Barry Glassner named Lewis & Clark's 24th president
Lewis & Clark College
August 4, 2010
The Lewis & Clark Board of Trustees has named Dr. Barry Glassner, a noted cultural commentator and the executive vice provost at the University of Southern California, as its 24th president. Chosen by a unanimous vote of the trustees, Glassner will begin his duties in late October.
Glassner has built a successful career as a professor and administrator at several institutions of higher education. A keen observer of American culture, Glassner is the author or coauthor of nine books, including The Culture of Fear: Why Americans Are Afraid of the Wrong Things (1999), a national bestseller that was named a “Best Book of the Year” by the Los Angeles Times. An updated edition was released in 2010.

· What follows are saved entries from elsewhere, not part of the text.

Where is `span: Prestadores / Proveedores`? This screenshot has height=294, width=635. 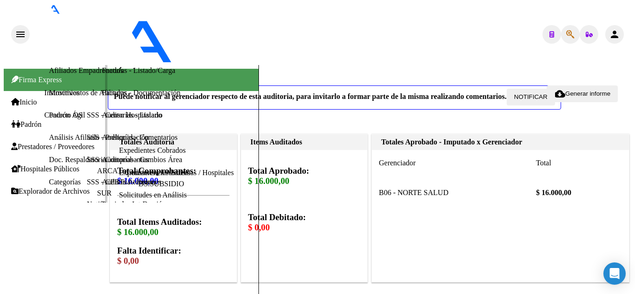
span: Prestadores / Proveedores is located at coordinates (52, 147). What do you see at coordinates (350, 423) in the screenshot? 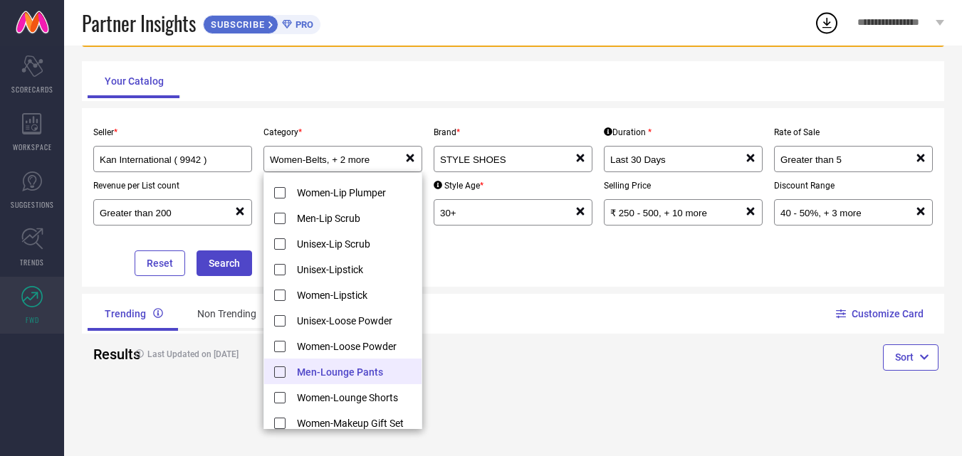
I see `li: Women-Makeup Gift Set` at bounding box center [350, 423].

Prior to becoming USC’s executive vice provost, Glassner served as director of the USC Casden Institute for the Study of the Jewish Role in American Life, and previous to that he chaired the Department of Sociology. Earlier in his career, Glassner led academic departments at Syracuse University and the University of Connecticut. He received a B.A. from Northwestern University and an M.A. and Ph.D. from Washington University in St. Louis.
Ron Ragen, chair of the Lewis & Clark Board of Trustees, said Glassner embodies the traits and values of the liberal arts—engagement with the social issues and challenges of our time, critical thinking, and academic rigor. Ragen hailed Glassner’s unique blend of effective executive leadership, demonstrated ability to expand an academic institution’s resources, and skill as a community- and consensus-builder.

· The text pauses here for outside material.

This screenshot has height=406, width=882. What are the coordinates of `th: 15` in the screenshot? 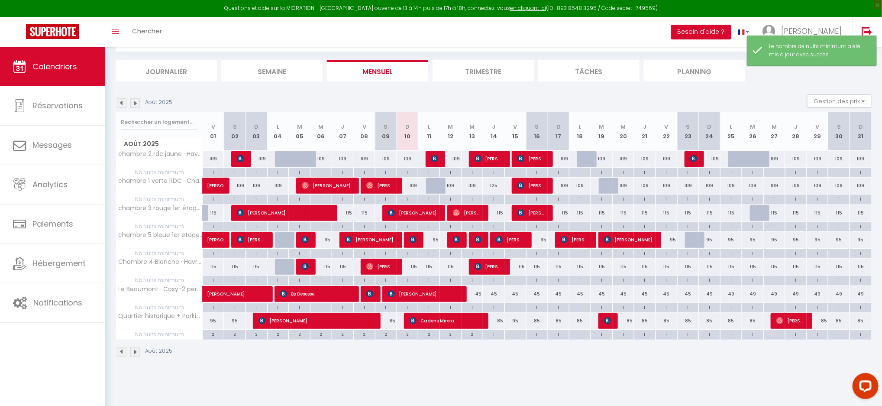 It's located at (515, 131).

“Barry built a reputation as a persuasive ambassador for higher education during his time in the Los Angeles community,” Ragen said. “We are eager to see him make his mark in Portland, while he extends Lewis & Clark’s national and global reach.”
“I’m enormously excited and honored to have this opportunity,” Glassner said. “Lewis & Clark has a configuration that is unique in higher education: a law school with programs that are top ranked nationally; a graduate school that produces many of the region’s top education leaders; and an undergraduate college with amazing students—seven Fulbright Scholars this year alone—and an unparalleled level of international engagement.
“Add to that an accomplished faculty that has a reputation for being uncommonly engaged with their students, and a devoted board and 36,000 proud alumni—not to mention the most beautiful campus I’ve ever seen—and it is an awfully exciting place.”